Another story is told behind this.
“In 1953, Stalin fainted several times and his blood pressure was very high. He stopped smoking. But to the end he did not trust his doctors and did everything he could to keep them away from his home,” writes Volkokonov.
Vomiting blood
When the doctors finally got there, Stalin had been sick for 12 hours.
They found urine stains on Stalin’s body. Stalin was stripped of his clothes and cleaned in a vinegar solution.
At the same time, Stalin vomited blood. Doctors then x-rayed Stalin’s lungs.
‘The doctors soon realized Stalin’s deteriorating condition. The entire right side of his body was paralyzed. They tried to give Stalin an enema before noon. But they knew it would be difficult to get results,” Jonathan Brent and Vladimir Naumov noted in their book Stalin’s Doctor’s Plot.
Stalin was similarly unconscious for three consecutive days.
Meanwhile two leaders of the party continued to sit by his bedside.
Beria and Melenkov were at his bedside during the day, Khrushchev and Bulganin at night.
On March 3, the doctors said that Stalin’s health was very critical and he could do whatever he wanted.
A meeting of key leaders
Meanwhile, the top leaders of the Soviet Union met on March 4. Doctors have already told them to prepare for bad news.

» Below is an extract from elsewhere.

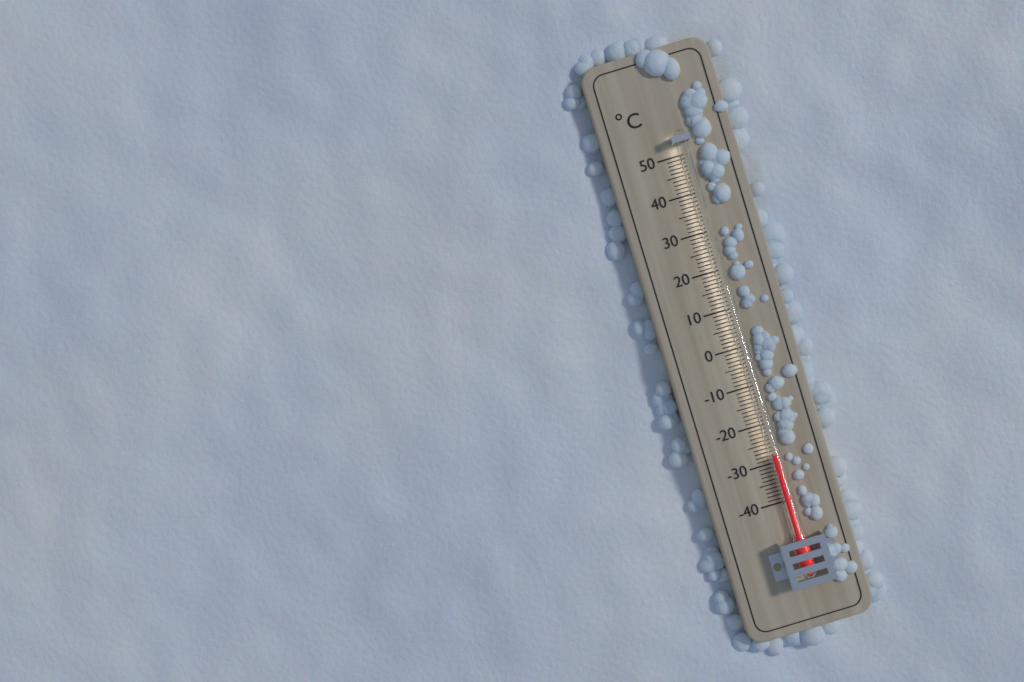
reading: -28 °C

All the leaders except Phulkhan attended this meeting. (He was close to Stalin at the time.)
Melenkov said that Stalin’s health was very critical. Beria proposed that Melenkov immediately take over in Stalin’s place. A consensus was reached and the meeting ended.
But Stalin was not dead yet. All the members of the Presidium reached the farmyard where Stalin was lying.
Stalin was lying on the bed. Stalin’s closest comrades wondered to themselves whether Stalin could rise again. Even then the fear of the half-conscious man who was on his way to death had not left them.
Jonathan Brent and Naumov in their book ‘Stalin’s Doctor’s Plot’, ‘On March 5, Stalin again vomited blood. Blood started pooling in his stomach,” they write.
Stalin’s last minute
Meanwhile, all eyes were on Beria, who tried to give the impression of being very close to Stalin by holding his hand.
Stalin’s daughter Svetlana Alliluyeva later wrote in her autobiography, Twenty Letters to a Friend, that ‘his face had completely changed. His lips turned black and his face was unrecognizable. At the last moment he suddenly opened his eyes and looked at everyone in the room. He raised his hand as if to scold someone. The next moment he died,” he said.
It was 9.50 in the morning.
All the leaders hugged each other and cried. Khrushchev hugs Svetlana and expresses his condolences.
All staff and bodyguards were allowed to have one last look at Stalin.
For two decades Stalin was considered the supreme leader of Russia.
The Soviet leadership decided to do to Stalin’s body as it had done to Lenin’s body in 1924.
It was decided to tan Stalin’s body for protection.
His funeral on 9 March 1953 was attended by Chinese Premier Chu En Lai, Communist leader Palmiro Togliatti and Manris Thores.
Stalin’s old enemies Winston Churchill and US President Harry Truman sent their condolences.
The newspapers of the communist countries wrote that ‘the man who made history is no longer among us’.
At the same time, the Western press, while recalling Stalin’s crimes against humanity, credited Stalin with the economic recovery of the Soviet Union and Russia’s victory over Hitler.